Benchmarking will not have major impact on banks’ NIMs: Praveen Kumar Gupta, SBI
Limited to floating rates, only a small portion of banks’ books will get affected, says Gupta.

Edited excerpts:
There are two suggestions made by the RBI in part B of the monetary policy recommendation relating to digital banking. One is about having an ombudsman for retail digital transactions and the other is about extending the cover as far as retail digital transactions in terms of the liability of the customer. How far do you think these will go towards furthering the use of digital transactions and use of digital?
There has been a substantial growth in digital transactions particularly on the UPI side. We expect the digital transactions will continue to grow. There has been almost 400% growth in UPI transactions in the recent past on a year-on-year basis.
We already have the ombudsman scheme within the bank also. Most of the digital transactions go to our internal ombudsman. We already had one internal ombudsman, we are going to appoint one more who will take care of primarily the digital transactions.
The second point they made was regarding prepaid instruments. What Mr Kanungo said was that some of the prepaid instruments were not really covered by the existing limited liability circular which the RBI had issued and they are going to cover them also under this scheme.
As far as banks are concerned, all the digital transactions existing earlier are already covered by the limited liability circular which the RBI had issued. So for the banks there is no real impact on account of this.

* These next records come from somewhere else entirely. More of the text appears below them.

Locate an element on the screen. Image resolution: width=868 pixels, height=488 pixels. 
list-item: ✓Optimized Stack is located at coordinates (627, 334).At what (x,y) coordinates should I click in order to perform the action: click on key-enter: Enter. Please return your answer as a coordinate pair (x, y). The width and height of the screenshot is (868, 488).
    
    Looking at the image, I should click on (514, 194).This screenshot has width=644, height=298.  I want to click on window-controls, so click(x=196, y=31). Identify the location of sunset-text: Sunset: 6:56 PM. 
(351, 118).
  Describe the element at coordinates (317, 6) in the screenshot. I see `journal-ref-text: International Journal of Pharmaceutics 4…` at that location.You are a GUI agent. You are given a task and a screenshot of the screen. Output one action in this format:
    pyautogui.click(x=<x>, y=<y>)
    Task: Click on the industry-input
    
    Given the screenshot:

What they have prescribed is that all the retail loans, housing loans, auto etc will move to external benchmark if they are on the floating rate basis. Other than housing, most of the other retail loans are already on fixed rate basis. They are not getting impacted but the housing loan will definitely get impacted and the MSME loans also will move to external benchmark. Banks will have to come up with what kind of external benchmark they will use and that is going to be a major change as far as the banks are concerned.
There also is the issue of whether you will have the same external benchmark for all loans or whether it will be free for you to choose which external benchmark to use in the case of retail consumers and which one to use in case of MSMEs. RBI has also said that a change will be allowed only when there is a change in the rating. Does this not show us rather naïve belief in the competence of rating agencies?
We still need to wait for the guidelines. As of now, they have announced that four benchmarks will be allowed actually. Already three are very clear. One is the repo rate or the 91-day or 180- day treasury bills and they say that any other which is published and we have to see what exactly would that be. They have said you can use the same benchmark for one asset class which means that for the different asset classes, different benchmarks can be used. But I would wait for the guidelines.
Only thing that it will do is bring about some uniformity in the way the banks fix the rates. Only the spread cannot be changed. You can continue to use the benchmarks but the spreads can be changed only when there is a change in the credit rating and that is what the current guidelines that they have issued today say. But we still need to see the detailed guidelines.
Given that on the deposit front, interest rates are fixed, you really do not have the flexibility that banks abroad have. Is the RBI trying to force through a kind of change before the market is ready for it and will it further hamper the flexibility of banks?
Yes it does to some extent but this is something which was coming. We already had a committee report and the draft report of RBI was already there; the draft guidelines were already there. If you look at how the market evolves, may be the banks will come up with more floating rate products.